I tell Ted I'm willing to pass on writing the pilot script. When Ted and Curtis and Carol go fishing for show-runners, they'll be able to dangle a great piece of bait: a developed show idea, with the pilot script a blank slate. The handoff makes me feel a bit queasy, but I think I understand the odds. And I'm still completely ignorant in the ways of television, for good and for bad. Only later do I realize the full value of writing the pilot script. It's huge. It means money and power and prestige and control. But at this point, I'm a newbie in TV land, and I don't realize the importance of my actions until I look back at them. The experience in the real world of Hollywood is like graduate school: the learning curve is steep, and I seem to discover important information only after the fact.

Back in Minnesota, it's life as usual. The kids are off from school, and there are a handful of house projects that have been deferred over the past year . . . and I'm officially a producer under contract to CBS/Paramount Network Television. I buy a DVR so I can record television shows and watch them. I watch as much network television as possible after the kids are in bed.

Not long after I'm back, I get a call from Ted. Great news, he says, there's a show-runner who wants in. “It all happened very quickly. She was our top pick. We heard she was interested and we had a meeting and she liked the idea a lot,” he says. She's Carol Barbee, under contract with CBS and, until very recently, the show-runner for JERICHO. Ted says she's leaving almost immediately for a monthlong vacation and said
yes
almost instantly. He's thrilled. Barbee is extremely well regarded at the network, he says, and it gives our show a huge push forward.

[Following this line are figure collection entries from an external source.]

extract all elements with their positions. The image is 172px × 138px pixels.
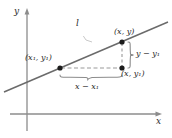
- line-label: l: [76, 19, 79, 28]
- run-label: x − x₁: [75, 83, 99, 91]
- point-label-x1-y1: (x₁, y₁): [25, 54, 52, 62]
- line-label-callout: [69, 16, 91, 36]
- y-axis: [25, 8, 30, 131]
- y-axis-label: y: [14, 7, 19, 16]
- run-brace: [60, 75, 122, 81]
- point-label-x-y1: (x, y₁): [121, 70, 145, 78]
- rise-label: y − y₁: [136, 50, 160, 58]
- point-label-x-y: (x, y): [114, 28, 134, 36]
- x-axis: [10, 112, 162, 117]
- rise-brace: [128, 42, 134, 68]
- x-axis-label: x: [156, 117, 161, 126]
- graph-figure: y x l (x₁, y₁) (x, y) (x, y₁) y − y₁ x −…: [0, 0, 172, 138]
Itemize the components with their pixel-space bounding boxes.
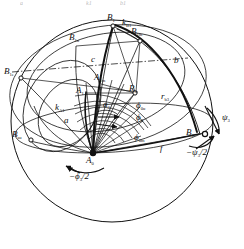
label-curve-f: f [160,143,164,153]
label-angle-phi3-half-base: −ϕ [69,171,80,181]
node-B1 [111,24,115,28]
arrowhead-a3b [96,124,117,127]
node-B1e [19,76,23,80]
label-point-B1u-sub: 1u [75,38,80,43]
label-point-B1su-sub: su [18,135,23,140]
label-angle-psi3-sub: 3 [228,118,231,123]
label-curve-kA1: kA1 [55,102,65,113]
label-angle-psi3-half-base: −ψ [186,147,198,157]
label-angle-phi0m-sub: 0m [139,138,145,143]
spherical-geometry-diagram: a k1 b1 B1 B1m B1u B1e Bsu B0 [0,0,244,249]
label-angle-phi0: ϕ0 [136,112,144,123]
curve-b-inner [117,29,200,134]
cut-top-labels-group: a k1 b1 [20,0,126,6]
label-curve-a-base: a [64,115,69,125]
figure-root: a k1 b1 B1 B1m B1u B1e Bsu B0 [0,0,244,249]
label-curve-a3: a3 [103,99,111,110]
label-angle-phi3-half: −ϕ3/2 [69,171,90,182]
label-curve-rb3: rb3 [161,91,170,102]
label-angle-phi3-half-suffix: /2 [81,171,90,181]
label-point-A1-sub: 1 [82,91,85,96]
cut-label-b1: b1 [120,0,126,6]
label-curve-kA1-sub: A1 [59,108,65,113]
label-point-B1m: B1m [131,26,143,37]
label-curve-c: c [91,54,95,64]
cut-label-k1: k1 [86,0,92,6]
great-circle-ellipse-upper [18,18,194,145]
label-point-B1e-sub: 1e [10,72,14,77]
label-curve-kB1-sub: B1 [126,23,132,28]
label-angle-phi0m: ϕ0m [134,132,145,143]
label-angle-psi3: ψ3 [222,112,231,123]
label-point-A0-sub: 0 [92,161,95,166]
label-point-B1su: Bsu [12,129,22,140]
label-point-A1m-sub: 1m [100,78,106,83]
outer-sphere-circle [11,20,213,222]
label-point-B0: B0 [186,127,195,138]
label-curve-b-base: b [174,55,179,65]
node-B1su [29,138,33,142]
sphere-boundary-group [11,20,213,222]
label-point-B1e: B1e [4,66,14,77]
meridian-left-loop [34,106,93,153]
phi-arc-2 [84,128,124,142]
label-curve-a: a [64,115,69,125]
label-point-A1: A1 [75,85,85,96]
label-curve-c-base: c [91,54,95,64]
label-curve-rb3-sub: b3 [165,97,170,102]
axis-rb3-group [12,58,188,72]
node-B0 [202,131,207,136]
label-curve-b: b [174,55,179,65]
label-angle-psi3-half: −ψ3/2 [186,147,207,158]
cut-label-a: a [20,0,23,6]
label-point-B1u: B1u [69,32,80,43]
axis-rb3-line [12,58,188,72]
label-angle-phi0u-sub: 0u [141,106,146,111]
label-angle-psi3-half-suffix: /2 [199,147,208,157]
label-point-B1m-sub: 1m [137,32,143,37]
label-point-A0: A0 [85,155,95,166]
node-B1m [138,39,142,43]
label-curve-f-base: f [160,143,164,153]
label-point-R3: R3 [128,83,138,94]
label-angle-phi0u: ϕ0u [136,100,146,111]
label-curve-kB1: kB1 [122,17,132,28]
label-point-B1: B1 [107,12,116,23]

From that moment onward, I swallow my pride about writing the pilot and move forward. The month of August I become a producer. I'm going to give Barbee the best possible introduction to the world that I pitched. I call dozens of people involved with transplantation. Within a few days, I have the top heart doctor at the famous Cleveland Clinic offering to open the doors to Barbee when she comes back from vacation. The surgeon, Dr. Gonzalez-Stawinski, aka “Dr. Gonzo,” is surfing in Puerto Rico when I contact him. He's the perfect person to show Barbee the cowboy side of transplantation. He's one of the world's best transplant surgeons by night, a surfer by (vacation) day.